Sunday, February 25, 2024

High-sugar product ingredients printed using low contrast colors

 

After deciding to cut any foods with corn syrup from my diet, I've noticed many products print their ingredients with low-contrast colors, such as white text on light-colored backgrounds.

My awareness of web accessibility requirements further brings the problem to my attention and I suspect that companies are deliberately masking their ingredients to prevent buyers from avoiding high-sugar products. 

The simple solution is to list ingredients using black text. 

Arizona Tea may not encourage their customers to read the ingredients, but they sure as hell ensure scanners can read the bar code.

Today, I noticed Arizona Tea Fruit Snacks, below.

Reading the ingredients online, I see:

PEAR JUICE FROM FRUIT JUICE CONCENTRATE, GLUCOSE SYRUP, SUGAR, MODIFIED FOOD STARCH (CORN), GELATIN, DEXTROSE; CITRIC ACID, GREEN TEA EXTRACT; NATURAL FLAVOR, FRUIT & VEGETABLE JUICE FOR COLOR (ELDERBERRY, GRAPE, SPIRULINA, TURMERIC); COLOR (PAPRIKA OLEORESIN); CARNAUBA WAX.

With turmeric, spirulina, and the anti-oxidants from the green tea extract, I'd better double up on my Arizona Fruit Snacks to prevent cancer.

The product description refers to the snack as "guilt-free" on the basis of being fat and gluten-free - a similar argument listed on candy packaging such as candy corn and gummy worms (which I love):

"From your favorite beverage to your next healthier snack time staple. AriZona Green Tea Fruit Snacks gives you 100% real fruit and only 100 calories per serving in the perfect little package. Enjoy Original, Apple, Mandarin and Plum Blueberry in this bite-size, fat free, gluten free, preservative free and 100% guilt free treat!"

Online reference suggests glucose syrup and corn syrup have equally adverse health effects.

I'll likely add additional example photos to this entry.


* Exercise description: Set every entry below down once more, exactly as it stands, without images.

* Dataset entries on figures:
━━━━━━━━

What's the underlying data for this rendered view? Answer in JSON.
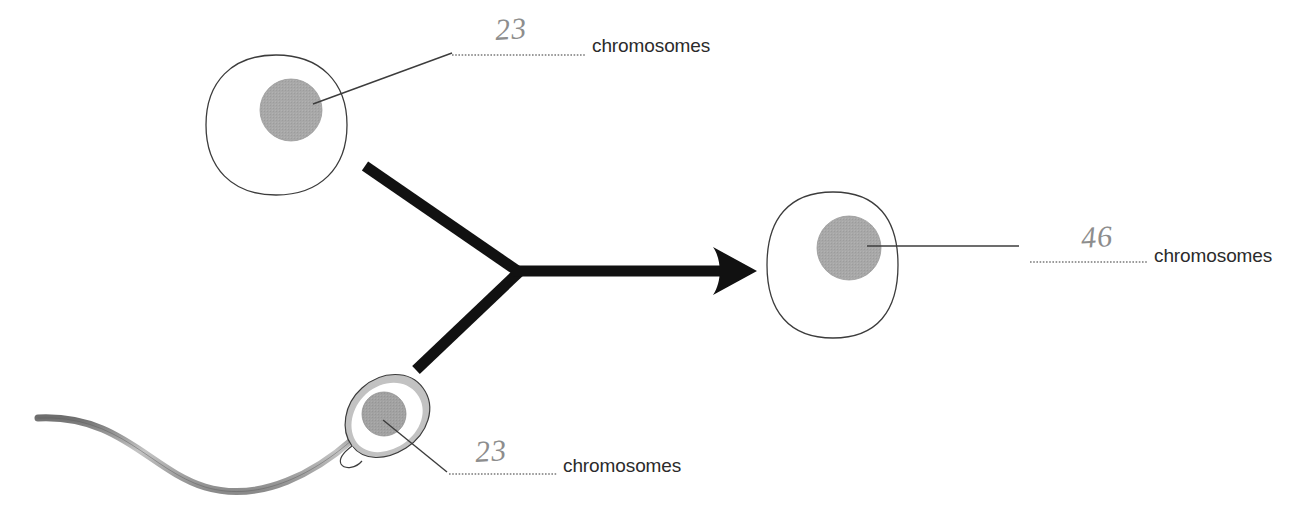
{
  "diagram": {
    "background_color": "#ffffff",
    "cells": [
      {
        "id": "egg",
        "name": "egg-cell",
        "nucleus_color": "#a8a8a8",
        "outline_color": "#3c3c3c"
      },
      {
        "id": "sperm",
        "name": "sperm-cell",
        "nucleus_color": "#a0a0a0",
        "membrane_color": "#bdbdbd",
        "outline_color": "#3c3c3c"
      },
      {
        "id": "zygote",
        "name": "zygote-cell",
        "nucleus_color": "#a8a8a8",
        "outline_color": "#3c3c3c"
      }
    ],
    "labels": [
      {
        "id": "top",
        "value": "23",
        "text": "chromosomes",
        "refers_to": "egg-cell-nucleus"
      },
      {
        "id": "bottom",
        "value": "23",
        "text": "chromosomes",
        "refers_to": "sperm-cell-nucleus"
      },
      {
        "id": "right",
        "value": "46",
        "text": "chromosomes",
        "refers_to": "zygote-cell-nucleus"
      }
    ],
    "arrow": {
      "name": "fertilization-arrow",
      "color": "#111111",
      "description": "two branches merging into one arrow pointing right"
    }
  }
}
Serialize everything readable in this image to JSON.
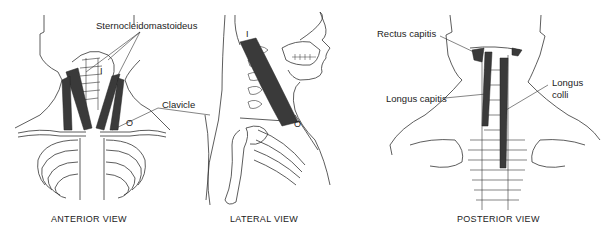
{
  "figure": {
    "views": [
      {
        "id": "anterior",
        "caption": "ANTERIOR VIEW",
        "labels": [
          {
            "text": "Sternocleidomastoideus"
          },
          {
            "text": "Clavicle"
          }
        ],
        "markers": [
          "I",
          "O"
        ]
      },
      {
        "id": "lateral",
        "caption": "LATERAL VIEW",
        "markers": [
          "I",
          "O"
        ]
      },
      {
        "id": "posterior",
        "caption": "POSTERIOR VIEW",
        "labels": [
          {
            "text": "Rectus capitis"
          },
          {
            "text": "Longus capitis"
          },
          {
            "text": "Longus\ncolli"
          }
        ]
      }
    ],
    "labels": {
      "sternocleidomastoideus": "Sternocleidomastoideus",
      "clavicle": "Clavicle",
      "rectus_capitis": "Rectus capitis",
      "longus_capitis": "Longus capitis",
      "longus_colli_line1": "Longus",
      "longus_colli_line2": "colli"
    },
    "captions": {
      "anterior": "ANTERIOR VIEW",
      "lateral": "LATERAL VIEW",
      "posterior": "POSTERIOR VIEW"
    },
    "markers": {
      "insertion": "I",
      "origin": "O"
    },
    "colors": {
      "muscle": "#3a3a3a",
      "line": "#333333",
      "background": "#ffffff"
    }
  }
}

━━━━━━━━

* Response to the task:
What's the underlying data for this rendered view? Answer in JSON.
{
  "diagram": {
    "background_color": "#ffffff",
    "cells": [
      {
        "id": "egg",
        "name": "egg-cell",
        "nucleus_color": "#a8a8a8",
        "outline_color": "#3c3c3c"
      },
      {
        "id": "sperm",
        "name": "sperm-cell",
        "nucleus_color": "#a0a0a0",
        "membrane_color": "#bdbdbd",
        "outline_color": "#3c3c3c"
      },
      {
        "id": "zygote",
        "name": "zygote-cell",
        "nucleus_color": "#a8a8a8",
        "outline_color": "#3c3c3c"
      }
    ],
    "labels": [
      {
        "id": "top",
        "value": "23",
        "text": "chromosomes",
        "refers_to": "egg-cell-nucleus"
      },
      {
        "id": "bottom",
        "value": "23",
        "text": "chromosomes",
        "refers_to": "sperm-cell-nucleus"
      },
      {
        "id": "right",
        "value": "46",
        "text": "chromosomes",
        "refers_to": "zygote-cell-nucleus"
      }
    ],
    "arrow": {
      "name": "fertilization-arrow",
      "color": "#111111",
      "description": "two branches merging into one arrow pointing right"
    }
  }
}
Serialize everything readable in this image to JSON.
{
  "figure": {
    "views": [
      {
        "id": "anterior",
        "caption": "ANTERIOR VIEW",
        "labels": [
          {
            "text": "Sternocleidomastoideus"
          },
          {
            "text": "Clavicle"
          }
        ],
        "markers": [
          "I",
          "O"
        ]
      },
      {
        "id": "lateral",
        "caption": "LATERAL VIEW",
        "markers": [
          "I",
          "O"
        ]
      },
      {
        "id": "posterior",
        "caption": "POSTERIOR VIEW",
        "labels": [
          {
            "text": "Rectus capitis"
          },
          {
            "text": "Longus capitis"
          },
          {
            "text": "Longus\ncolli"
          }
        ]
      }
    ],
    "labels": {
      "sternocleidomastoideus": "Sternocleidomastoideus",
      "clavicle": "Clavicle",
      "rectus_capitis": "Rectus capitis",
      "longus_capitis": "Longus capitis",
      "longus_colli_line1": "Longus",
      "longus_colli_line2": "colli"
    },
    "captions": {
      "anterior": "ANTERIOR VIEW",
      "lateral": "LATERAL VIEW",
      "posterior": "POSTERIOR VIEW"
    },
    "markers": {
      "insertion": "I",
      "origin": "O"
    },
    "colors": {
      "muscle": "#3a3a3a",
      "line": "#333333",
      "background": "#ffffff"
    }
  }
}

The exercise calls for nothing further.